The Georgia Bulletin

Sun, Sep 7, 2008


What I Have Seen and Heard - Archbishop Gregory's Weekly Column

Print Issue: November 20, 1969

Centennial Of Shrine Nov. 22

Events marking the one hundredth anniversary of the Shrine of the Immaculate Conception will include a concelebrated mass at the Shrine at 6 p.m. on November 22, followed by a banquet and ball at the Dinkler-Plaza Hotel at 8 P.M.

Principal concelebrant of the Mass will be the Most Reverend Thomas A. Donnellan, Archbishop of Atlanta. The other concelebrants include: Reverend Leonard A. Kelley, O.F.M., pastor from 1958 to 1964; Right Reverend Patrick J. O’Connor, pastor from 1956 to 1958; Very Reverend Lawrence Schmuhl, S.M., Superior of the Marist Fathers, and Reverend Arthur D. Murray, O.F.M., who has been pastor of the parish since 1964. The Mass will begin with a processional at 5:45P.M.

The Choral Guild of Atlanta, under the direction of Don. C. Robinson will provide the music.

Representatives from other churches who will be participating in the celebration include Dr. Randolph Taylor of Central Presbyterian Church, Dr. Kenneth Jones of Trinity Methodist Church, Dr. Russell H. Dilday Jr. of Second Ponce de Leon Baptist Church, Dean Charles Child of The Cathedral of St. Phillip.

For the banquet and ball at the Dinkler-plaza Hotel antebellum costumes are optional. The banquet will be held in the International Room.

The Shrine of the Immaculate Conception is the oldest building in downtown Atlanta. The centennial anniversary booklet includes the early history of Atlanta with the history of the origin and development of Immaculate Conception parish. Pictures printed in the booklet include photographs from the nineteenth century, going back as far as 1855.

The first written records of the Atlanta Catholic congregation begin in 1846 with missionary priests, mostly from Augusta and Macon, following the railroad from camp to camp, town to town, providing Catholics with the Sacraments of the Church. Catholics in Atlanta at first held Mass in private homes and a school building by the railroad, but by 1848 erected a small church on the same lot as the present church. At the time of the Civil War, Father Thomas O’Reilly became pastor of the parish. He ministered to both the Union and southern soldiers. He was comforting to the people of Atlanta when Sherman’s order came that they were to be evacuated. In his own memoirs, Sherman tells of Atlantans protesting this order.

But to his aide, General Halleck, he sent orders concluding with those hard words: “If the people raise a howl against my barbarity and cruelty, I will answer that war is war, and not popularity-seeking. If they want peace, they and their relatives must stop the war.”

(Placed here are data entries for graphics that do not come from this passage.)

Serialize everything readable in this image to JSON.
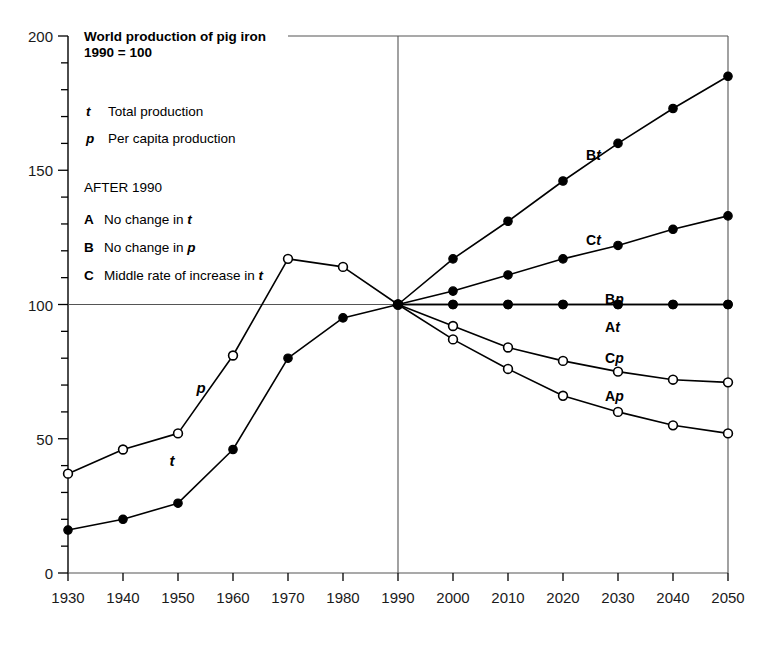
{
  "title": {
    "line1": "World production of pig iron",
    "line2": "1990 = 100"
  },
  "legend": {
    "entries": [
      {
        "symbol": "t",
        "label": "Total production"
      },
      {
        "symbol": "p",
        "label": "Per capita production"
      }
    ],
    "scenario_heading": "AFTER 1990",
    "scenarios": [
      {
        "symbol": "A",
        "label": "No change in ",
        "emphasis": "t"
      },
      {
        "symbol": "B",
        "label": "No change in ",
        "emphasis": "p"
      },
      {
        "symbol": "C",
        "label": "Middle rate of increase in ",
        "emphasis": "t"
      }
    ]
  },
  "inline_labels": [
    {
      "name": "p-curve-label",
      "text": "p",
      "x": 201,
      "y": 393
    },
    {
      "name": "t-curve-label",
      "text": "t",
      "x": 172,
      "y": 466
    }
  ],
  "curve_labels": [
    {
      "name": "Bt",
      "prefix": "B",
      "suffix": "t",
      "x": 586,
      "y": 160
    },
    {
      "name": "Ct",
      "prefix": "C",
      "suffix": "t",
      "x": 586,
      "y": 245
    },
    {
      "name": "Bp",
      "prefix": "B",
      "suffix": "p",
      "x": 605,
      "y": 304
    },
    {
      "name": "At",
      "prefix": "A",
      "suffix": "t",
      "x": 605,
      "y": 332
    },
    {
      "name": "Cp",
      "prefix": "C",
      "suffix": "p",
      "x": 605,
      "y": 363
    },
    {
      "name": "Ap",
      "prefix": "A",
      "suffix": "p",
      "x": 605,
      "y": 401
    }
  ],
  "chart_data": {
    "type": "line",
    "xlabel": "",
    "ylabel": "",
    "xlim": [
      1930,
      2050
    ],
    "ylim": [
      0,
      200
    ],
    "grid": false,
    "legend_position": "inside-plot",
    "y_major_ticks": [
      0,
      50,
      100,
      150,
      200
    ],
    "y_minor_step": 10,
    "x_ticks": [
      1930,
      1940,
      1950,
      1960,
      1970,
      1980,
      1990,
      2000,
      2010,
      2020,
      2030,
      2040,
      2050
    ],
    "x_tick_labels": [
      "1930",
      "1940",
      "1950",
      "1960",
      "1970",
      "1980",
      "1990",
      "2000",
      "2010",
      "2020",
      "2030",
      "2040",
      "2050"
    ],
    "reference_lines": [
      {
        "axis": "y",
        "value": 100
      },
      {
        "axis": "y",
        "value": 200
      },
      {
        "axis": "x",
        "value": 1990
      }
    ],
    "series": [
      {
        "name": "t",
        "description": "Total production, historical",
        "marker": "filled-circle",
        "x": [
          1930,
          1940,
          1950,
          1960,
          1970,
          1980,
          1990
        ],
        "values": [
          16,
          20,
          26,
          46,
          80,
          95,
          100
        ]
      },
      {
        "name": "p",
        "description": "Per capita production, historical",
        "marker": "open-circle",
        "x": [
          1930,
          1940,
          1950,
          1960,
          1970,
          1980,
          1990
        ],
        "values": [
          37,
          46,
          52,
          81,
          117,
          114,
          100
        ]
      },
      {
        "name": "Bt",
        "description": "Scenario B, total production",
        "marker": "filled-circle",
        "x": [
          1990,
          2000,
          2010,
          2020,
          2030,
          2040,
          2050
        ],
        "values": [
          100,
          117,
          131,
          146,
          160,
          173,
          185
        ]
      },
      {
        "name": "Ct",
        "description": "Scenario C, total production",
        "marker": "filled-circle",
        "x": [
          1990,
          2000,
          2010,
          2020,
          2030,
          2040,
          2050
        ],
        "values": [
          100,
          105,
          111,
          117,
          122,
          128,
          133
        ]
      },
      {
        "name": "At",
        "description": "Scenario A, total production",
        "marker": "filled-circle",
        "x": [
          1990,
          2000,
          2010,
          2020,
          2030,
          2040,
          2050
        ],
        "values": [
          100,
          100,
          100,
          100,
          100,
          100,
          100
        ]
      },
      {
        "name": "Bp",
        "description": "Scenario B, per capita production",
        "marker": "filled-circle",
        "x": [
          1990,
          2000,
          2010,
          2020,
          2030,
          2040,
          2050
        ],
        "values": [
          100,
          100,
          100,
          100,
          100,
          100,
          100
        ]
      },
      {
        "name": "Cp",
        "description": "Scenario C, per capita production",
        "marker": "open-circle",
        "x": [
          1990,
          2000,
          2010,
          2020,
          2030,
          2040,
          2050
        ],
        "values": [
          100,
          92,
          84,
          79,
          75,
          72,
          71
        ]
      },
      {
        "name": "Ap",
        "description": "Scenario A, per capita production",
        "marker": "open-circle",
        "x": [
          1990,
          2000,
          2010,
          2020,
          2030,
          2040,
          2050
        ],
        "values": [
          100,
          87,
          76,
          66,
          60,
          55,
          52
        ]
      }
    ]
  }
}
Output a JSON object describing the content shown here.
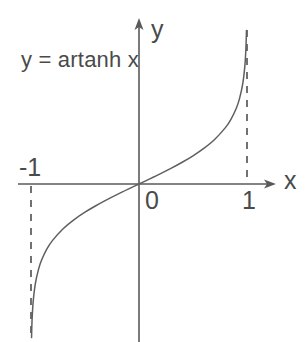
{
  "figure": {
    "background_color": "#ffffff",
    "ink_color": "#4a4a4a",
    "width": 308,
    "height": 342
  },
  "equation_label": "y = artanh x",
  "axes": {
    "x_label": "x",
    "y_label": "y",
    "origin_label": "0",
    "x_ticks": [
      {
        "label": "-1",
        "value": -1
      },
      {
        "label": "0",
        "value": 0
      },
      {
        "label": "1",
        "value": 1
      }
    ],
    "arrow_x": "arrow-right",
    "arrow_y": "arrow-up"
  },
  "asymptotes": [
    {
      "name": "left-asymptote",
      "label": "x = -1",
      "value": -1,
      "style": "dashed"
    },
    {
      "name": "right-asymptote",
      "label": "x = 1",
      "value": 1,
      "style": "dashed"
    }
  ],
  "chart_data": {
    "type": "line",
    "title": "y = artanh x",
    "xlabel": "x",
    "ylabel": "y",
    "xlim": [
      -1.06,
      1.3
    ],
    "ylim": [
      -3.1,
      3.1
    ],
    "grid": false,
    "legend": "none",
    "series": [
      {
        "name": "y = artanh x",
        "x": [
          -0.995,
          -0.99,
          -0.98,
          -0.96,
          -0.93,
          -0.9,
          -0.85,
          -0.8,
          -0.7,
          -0.6,
          -0.5,
          -0.4,
          -0.3,
          -0.2,
          -0.1,
          0.0,
          0.1,
          0.2,
          0.3,
          0.4,
          0.5,
          0.6,
          0.7,
          0.8,
          0.85,
          0.9,
          0.93,
          0.96,
          0.98,
          0.99,
          0.995
        ],
        "y": [
          -2.9945,
          -2.6467,
          -2.2976,
          -1.9459,
          -1.6584,
          -1.4722,
          -1.2562,
          -1.0986,
          -0.8673,
          -0.6931,
          -0.5493,
          -0.4236,
          -0.3095,
          -0.2027,
          -0.1003,
          0.0,
          0.1003,
          0.2027,
          0.3095,
          0.4236,
          0.5493,
          0.6931,
          0.8673,
          1.0986,
          1.2562,
          1.4722,
          1.6584,
          1.9459,
          2.2976,
          2.6467,
          2.9945
        ]
      }
    ],
    "annotations": [
      {
        "text": "y = artanh x",
        "x": -0.95,
        "y": 2.55
      },
      {
        "text": "vertical asymptote at x = -1",
        "x": -1,
        "y": 0
      },
      {
        "text": "vertical asymptote at x = 1",
        "x": 1,
        "y": 0
      }
    ]
  }
}
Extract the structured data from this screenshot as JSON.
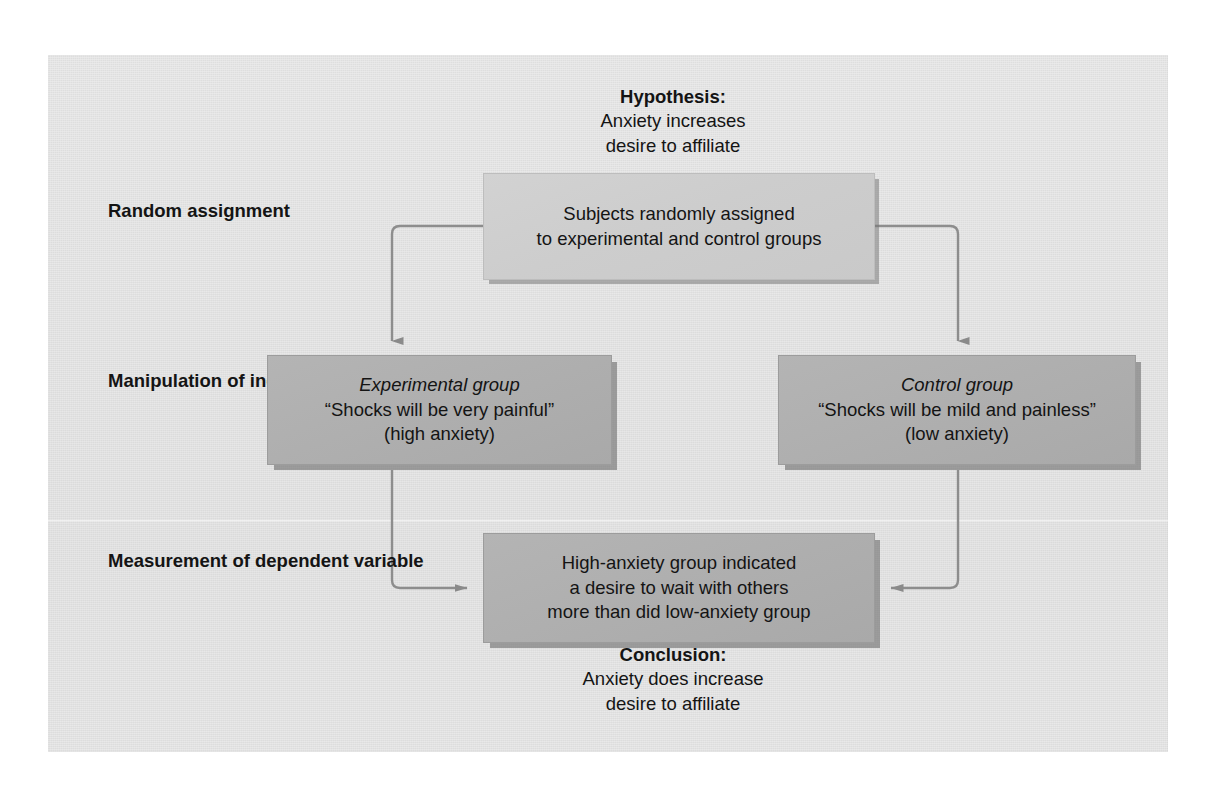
{
  "figure": {
    "hypothesis": {
      "heading": "Hypothesis:",
      "lines": [
        "Anxiety increases",
        "desire to affiliate"
      ]
    },
    "conclusion": {
      "heading": "Conclusion:",
      "lines": [
        "Anxiety does increase",
        "desire to affiliate"
      ]
    },
    "stages": [
      {
        "id": "random-assignment",
        "lines": [
          "Random",
          "assignment"
        ]
      },
      {
        "id": "manipulation-of-independent-variable",
        "lines": [
          "Manipulation of",
          "independent",
          "variable"
        ]
      },
      {
        "id": "measurement-of-dependent-variable",
        "lines": [
          "Measurement of",
          "dependent variable"
        ]
      }
    ],
    "boxes": {
      "assignment": {
        "lines": [
          "Subjects randomly assigned",
          "to experimental and control groups"
        ]
      },
      "experimental": {
        "title": "Experimental group",
        "lines": [
          "“Shocks will be very painful”",
          "(high anxiety)"
        ]
      },
      "control": {
        "title": "Control group",
        "lines": [
          "“Shocks will be mild and painless”",
          "(low anxiety)"
        ]
      },
      "result": {
        "lines": [
          "High-anxiety group indicated",
          "a desire to wait with others",
          "more than did low-anxiety group"
        ]
      }
    },
    "colors": {
      "panel_background": "#e0e0e0",
      "light_box_fill": "#cdcdcd",
      "dark_box_fill": "#afafaf",
      "connector_line": "#8d8d8d",
      "text": "#141414"
    }
  }
}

So the federals planned to burn Atlanta.

Father O’Reilly, with great dignity and persuasion, talked General Slocum into sparing the churches around the area of what is now Capitol Square. He not only saved his own church, but got them to spare also the Central Presbyterian Church, the Second Baptist Church, Trinity Methodist Church, St. Phillips Cathedral, and the City Hall itself.

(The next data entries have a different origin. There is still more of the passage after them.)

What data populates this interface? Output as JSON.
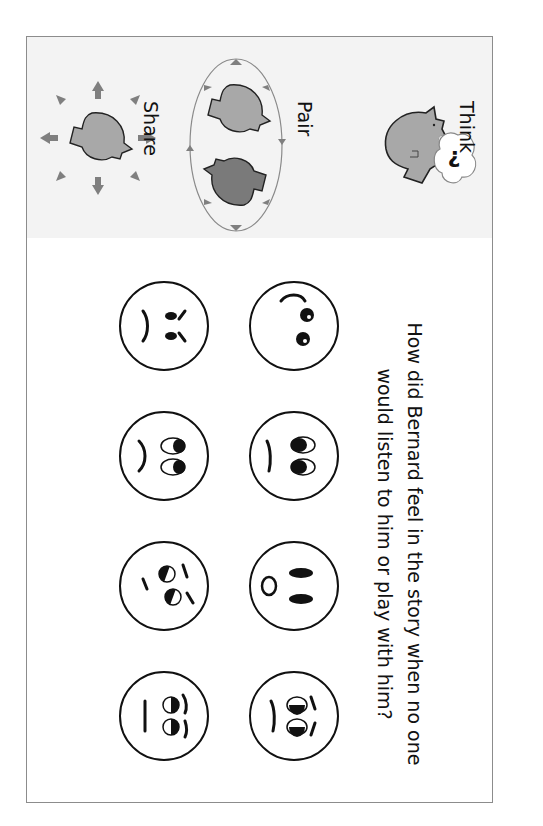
{
  "worksheet": {
    "strategy": {
      "steps": [
        {
          "label": "Think",
          "icon": "thinking-head-icon"
        },
        {
          "label": "Pair",
          "icon": "pair-heads-cycle-icon"
        },
        {
          "label": "Share",
          "icon": "sharing-head-icon"
        }
      ],
      "think_bubble_glyph": "?"
    },
    "question": {
      "line1": "How did Bernard feel in the story when no one",
      "line2": "would listen to him or play with him?"
    },
    "faces": [
      {
        "emotion": "happy"
      },
      {
        "emotion": "sad"
      },
      {
        "emotion": "surprised"
      },
      {
        "emotion": "worried"
      },
      {
        "emotion": "angry"
      },
      {
        "emotion": "upset"
      },
      {
        "emotion": "confused"
      },
      {
        "emotion": "neutral"
      }
    ],
    "colors": {
      "frame_border": "#8c8c8c",
      "banner_bg": "#f3f3f3",
      "head_fill": "#a8a8a8",
      "head_dark_fill": "#7a7a7a",
      "arrow": "#7f7f7f"
    }
  }
}
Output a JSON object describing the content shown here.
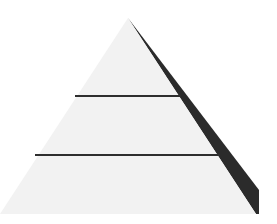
{
  "diagram": {
    "type": "pyramid",
    "levels": 3,
    "colors": {
      "background": "#ffffff",
      "face": "#f2f2f2",
      "shadow": "#2b2b2b",
      "divider": "#2e2e2e"
    }
  }
}
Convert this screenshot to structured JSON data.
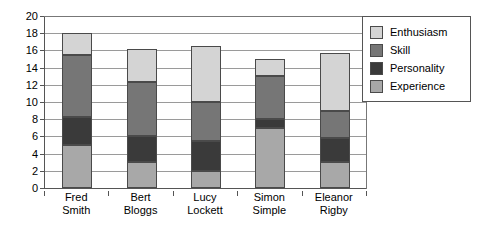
{
  "chart_data": {
    "type": "bar",
    "stacked": true,
    "title": "",
    "xlabel": "",
    "ylabel": "",
    "ylim": [
      0,
      20
    ],
    "ytick_step": 2,
    "yticks": [
      0,
      2,
      4,
      6,
      8,
      10,
      12,
      14,
      16,
      18,
      20
    ],
    "grid": true,
    "legend_position": "right",
    "categories": [
      "Fred Smith",
      "Bert Bloggs",
      "Lucy Lockett",
      "Simon Simple",
      "Eleanor Rigby"
    ],
    "category_lines": [
      [
        "Fred",
        "Smith"
      ],
      [
        "Bert",
        "Bloggs"
      ],
      [
        "Lucy",
        "Lockett"
      ],
      [
        "Simon",
        "Simple"
      ],
      [
        "Eleanor",
        "Rigby"
      ]
    ],
    "stack_order_bottom_to_top": [
      "Experience",
      "Personality",
      "Skill",
      "Enthusiasm"
    ],
    "series": [
      {
        "name": "Experience",
        "color": "#a8a8a8",
        "values": [
          5.0,
          3.0,
          2.0,
          7.0,
          3.0
        ]
      },
      {
        "name": "Personality",
        "color": "#3a3a3a",
        "values": [
          3.2,
          3.0,
          3.5,
          1.0,
          2.8
        ]
      },
      {
        "name": "Skill",
        "color": "#767676",
        "values": [
          7.3,
          6.3,
          4.5,
          5.0,
          3.2
        ]
      },
      {
        "name": "Enthusiasm",
        "color": "#d4d4d4",
        "values": [
          2.5,
          3.9,
          6.5,
          2.0,
          6.7
        ]
      }
    ],
    "totals": [
      18.0,
      16.2,
      16.5,
      15.0,
      15.7
    ]
  },
  "legend": {
    "items": [
      {
        "label": "Enthusiasm",
        "color": "#d4d4d4"
      },
      {
        "label": "Skill",
        "color": "#767676"
      },
      {
        "label": "Personality",
        "color": "#3a3a3a"
      },
      {
        "label": "Experience",
        "color": "#a8a8a8"
      }
    ]
  },
  "colors": {
    "axis": "#555555",
    "gridline": "#9a9a9a",
    "segment_border": "#4a4a4a",
    "background": "#ffffff",
    "text": "#000000"
  }
}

In June, 1869 ground was broken for the new church building, and on December 10, 1873, the Church of the Immaculate Conception was formally dedicated by Bishop William Gross of Savannah. With the dedication of the new marble high altar in 1880 the church was substantially complete.

Father James O’Brien, the pastor at the 1880 dedication, was responsible for Atlanta’s first permanent hospital. He bought property on the present Courtland Street for the Sisters of Mercy for a Catholic Hospital first known as the Atlanta Hospital, today well known as St. Joseph’s Infirmary. The Sisters of Mercy were already known in Atlanta as they had arrived in 1866 to operate the parish school housed in the old “Wigwam Building.”

Nine years after the death of Father O’Reilly a young priest, Father Thomas Francis Cleary, arrived to serve as pastor. Father Cleary won the friendship of Catholic and non-Catholics alike, and a plaque in the main entrance of the church speaks of him: “None knew him but to love him, none named him but to praise.”

The Franciscan Fathers of the Holy Name Province were invited to take charge of the Shrine in July of 1958 by Bishop Francis E. Hyland. Father Leonard A. Kelley, O.F.M., was pastor, with Fathers Rayner A. Dray, O.F.M., and Raymond A. Beane, O.F.M. assistants.

Father Arthur D. Murray, O.F.M., present pastor, has made the Shrine a place of prayer and devotion.

General chairman of the 100th anniversary committee is William Leide. Cochairmen are Eddie Gasperini and Mrs. Flora Grahym. Other committee members include: Mrs. Fred Ajax, Mrs. Laura Clarke, Mrs. Clifford Schexnayder, Miss Eleanor Ann Camarata, Miss Betty Palmer, Jerry Giordano, Van Buren Colley, Fathers Charles Pfab, Rayner Dray, Kevin Farrell and Aidan Gara.